When MaxioPool approached Chia Network with the details of this exploit they were dismissed because Chia Network could not understand why a malicious pool would do this. What they need is a real security architect then, because a self-funding malicious action like this is guaranteed to be executed. That’s the nature of systems exploits, ones that are a lot more expensive for a lot less reward are executed every day. I am positive this one will be too if it isn’t already.
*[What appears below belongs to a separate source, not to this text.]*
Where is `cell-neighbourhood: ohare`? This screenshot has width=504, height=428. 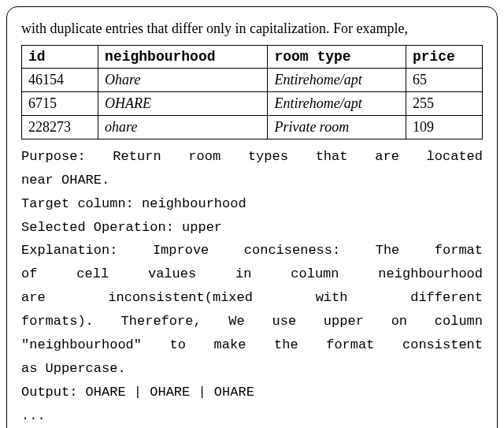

Is it possible MaxioPool is shutting down for other reasons and using this as an excuse? Of course. But I don’t think so. I have worked with them in the past, and spoken to them on many occasions, and this team was very excited about Chia and the future. Way more so than I. They put a TON into their pool, in fact I use MaxioShovel for my plotting and I love it. If this was another pool I would be a lot more suspicious, and maybe that makes me a fool, but I do believe them. And I do believe that this is a working exploit and that malicious pool operators absolutely have an incentive to do this. I think detecting it will be very difficult since it will be impossible to prove vs plain bad luck without years of data. What is more likely is that MaxioPool is just very sensitive to these issues because of their PPS payout model so any serious difference from statistical payout models would hurt them much more than other pools, who would just see a difference in payouts from expected.
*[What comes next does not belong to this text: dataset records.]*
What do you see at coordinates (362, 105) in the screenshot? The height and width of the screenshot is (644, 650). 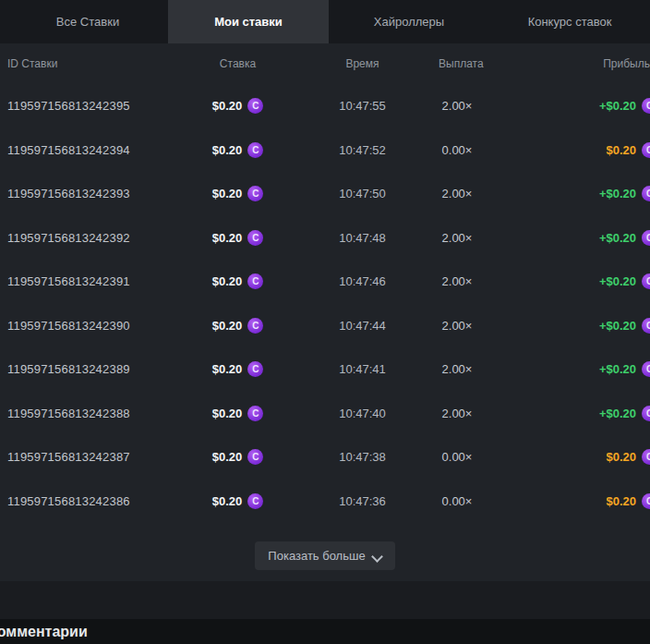 I see `bet-time: 10:47:55` at bounding box center [362, 105].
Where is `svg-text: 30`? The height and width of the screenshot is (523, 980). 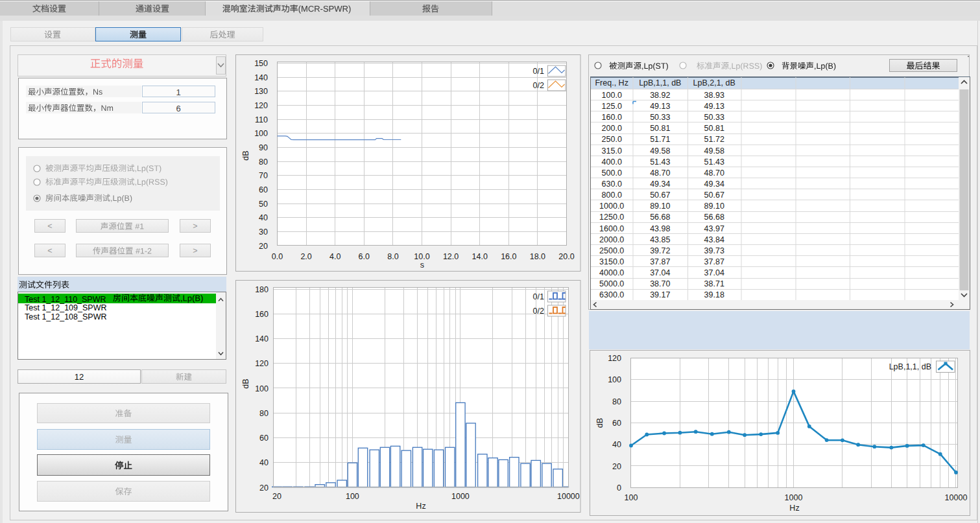
svg-text: 30 is located at coordinates (263, 232).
The fundamental cause for this exploit, and the reason I had to call it an exploit and not a bug, is that the Chia Blockchain architecture is designed around the farmer signs the block. This is core to their design, and key in their arguments against FlexPool’s FlexFarmer. So as long as the farmer controls that process it will also be possible for the farmer to mess with it against their own self interest. This does not become an issue until a farmer has outside interests that supersede their farmer perspective – like malicious pool operators. I am not sure what the answer here is, especially since Chia wants more smaller distributed pools. It seems their protocol might not truly support that vision, unless they can create a fix for this to force contributing farmers to sign blocks if they are able.
I highly recommend Chia Network take this seriously, even if ultimately the answer is that PPS pools don’t work because of the “farmer signs” architecture. This is the problem with branding your on-chain pooling protocol as “official”. Now you own support.
Also, they (chia) should have published a proper specification and not pool “reference” code if they didn’t want people to use the code… they’re always saying don’t use it, well maybe then don’t publish it and do a spec instead?
It seems PPS farmers only have 21chia.com left?
I think so, yes. I am not aware of any other pools offering that option – in fact I was not aware 21Chia did either until your comment! Thank you!
It is not “self funding”. The attacker loses the 0.25 farmer reward they would get if they were farming normally, which hurts them at a higher rate than it hurts the pool. That’s one of the main stated reasons for the 0.25/1.75 split, and why Chia feels the “exploit” (IMO this doesn’t meet that definition) has already been addressed. You can never stop someone who is willing to burn themselves to burn you less. Not just in this but in any human interaction.
Its self funding in that it makes more money to run the attack operationally than it costs in overhead. There is some lost opportunity, but even considering that its very cheap.
The malicious pool is spending $1 to cause another pool to lose $7. If you can put them out of business, or at least take the majority of their business, this could easily be worth it assuming you have deep enough pockets.
“The attack is very low cost” WUT? Loosing reward = cost.